Visual Programmability: A Guide for Code-as-Thought in Chart Understanding
Bohao Tang, Yan Ma, Fei Zhang, Jiadi Su, Ethan Chern, Zhulin Hu, Zhixin Wang, Pengfei Liu, Ya Zhang
2025-09-12
Summary
This paper explores how to make Vision-Language Models, which are AI systems that can understand both images and text, better at understanding charts and graphs.
What's the problem?
Current methods for chart understanding have weaknesses. Some rely on pre-made tools which limits their flexibility, and others use a single way of thinking – like breaking down the problem into text steps – which can be hard to check for accuracy. It's difficult to 'reward' the AI for getting the right answer when the reasoning process is unclear, making it hard to improve the system.
What's the solution?
The researchers came up with a method called 'Code-as-Thought' where the AI translates the visual information in a chart into a symbolic code. However, they found that *always* using code doesn't work for all charts. So, they introduced 'Visual Programmability,' which allows the AI to *learn* when to use code and when to directly analyze the chart visually. The AI is trained using a special reward system that encourages both accurate answers and smart decision-making about which approach to use.
Why it matters?
This work is important because it shows that AI can be taught not just *what* to think, but *how* to think. By learning to choose the best reasoning strategy for each chart, these models become more reliable and capable of handling complex visual information, which is a step towards more intelligent AI systems.
Abstract
Chart understanding presents a critical test to the reasoning capabilities of Vision-Language Models (VLMs). Prior approaches face critical limitations: some rely on external tools, making them brittle and constrained by a predefined toolkit, while others fine-tune specialist models that often adopt a single reasoning strategy, such as text-based chain-of-thought (CoT). The intermediate steps of text-based reasoning are difficult to verify, which complicates the use of reinforcement-learning signals that reward factual accuracy. To address this, we propose a Code-as-Thought (CaT) approach to represent the visual information of a chart in a verifiable, symbolic format. Our key insight is that this strategy must be adaptive: a fixed, code-only implementation consistently fails on complex charts where symbolic representation is unsuitable. This finding leads us to introduce Visual Programmability: a learnable property that determines if a chart-question pair is better solved with code or direct visual analysis. We implement this concept in an adaptive framework where a VLM learns to choose between the CaT pathway and a direct visual reasoning pathway. The selection policy of the model is trained with reinforcement learning using a novel dual-reward system. This system combines a data-accuracy reward to ground the model in facts and prevent numerical hallucination, with a decision reward that teaches the model when to use each strategy, preventing it from defaulting to a single reasoning mode. Experiments demonstrate strong and robust performance across diverse chart-understanding benchmarks. Our work shows that VLMs can be taught not only to reason but also how to reason, dynamically selecting the optimal reasoning pathway for each task.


* **AIM OF THE TASK**
Make an exact copy of all the data, pictures excluded.

* **SUPPLIED INFORMATION**
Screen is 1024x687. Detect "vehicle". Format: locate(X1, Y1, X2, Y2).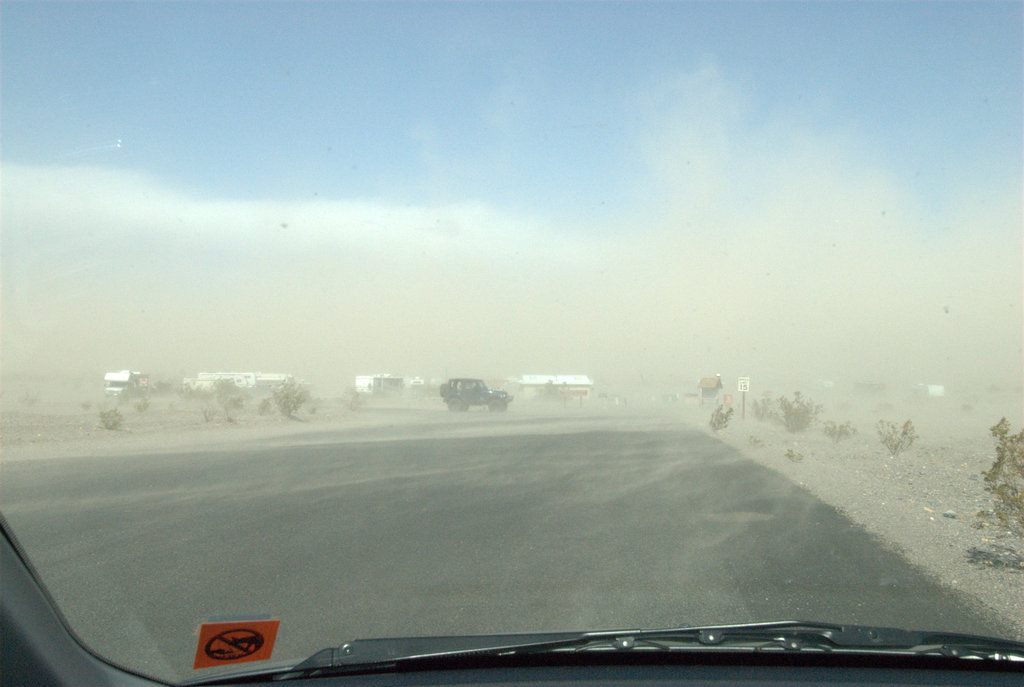
locate(101, 368, 139, 401).
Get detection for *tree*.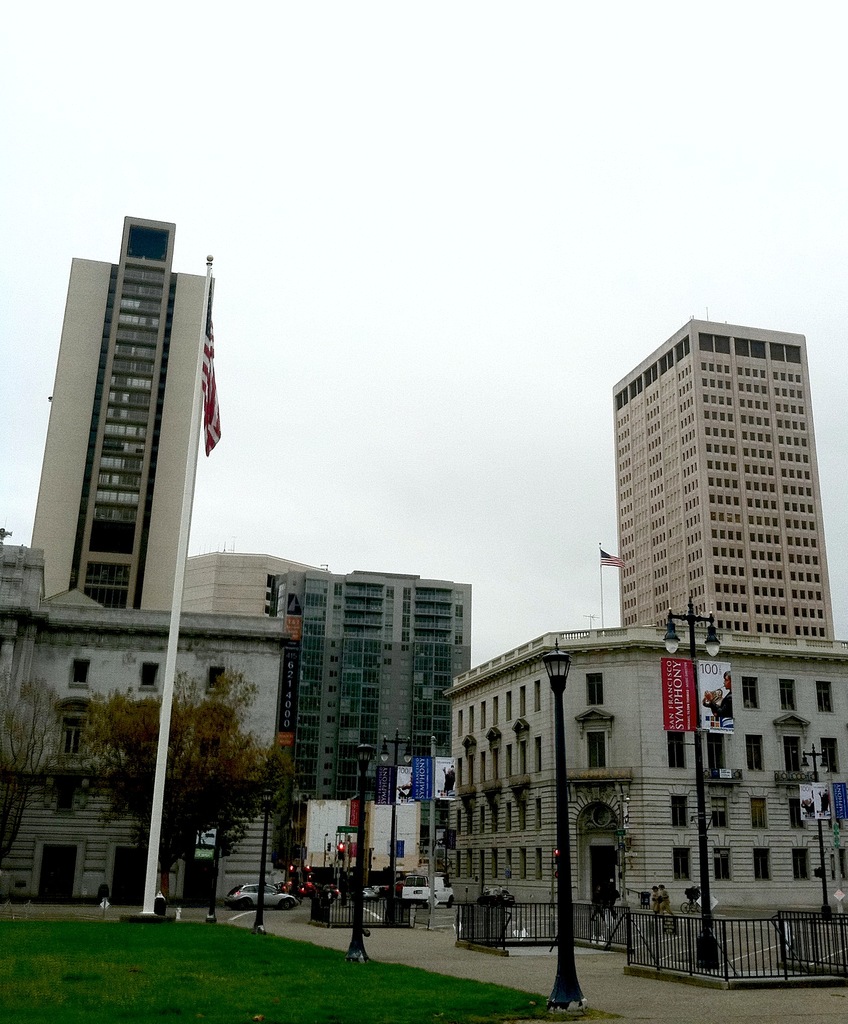
Detection: BBox(0, 671, 66, 861).
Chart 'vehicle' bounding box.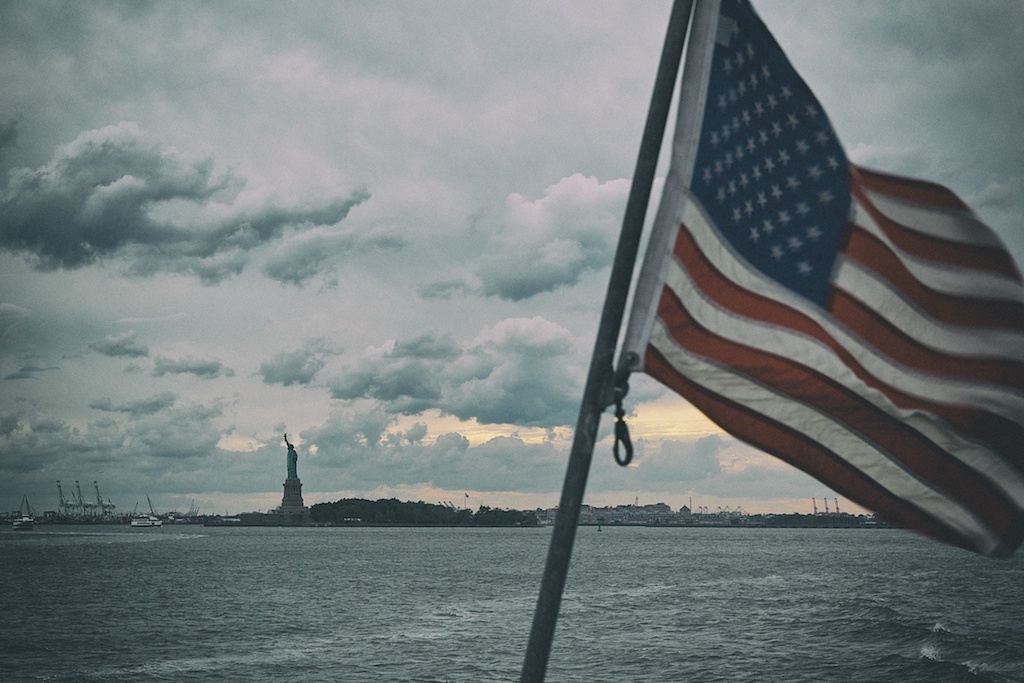
Charted: box(137, 496, 214, 525).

* **YOUR SOLUTION**
Screen is 1024x687. Detect "vehicle". Format: locate(X1, Y1, X2, Y2).
locate(101, 368, 139, 401).
Get detection for *tree*.
Detection: BBox(0, 671, 66, 861).
Chart 'vehicle' bounding box.
Charted: box(137, 496, 214, 525).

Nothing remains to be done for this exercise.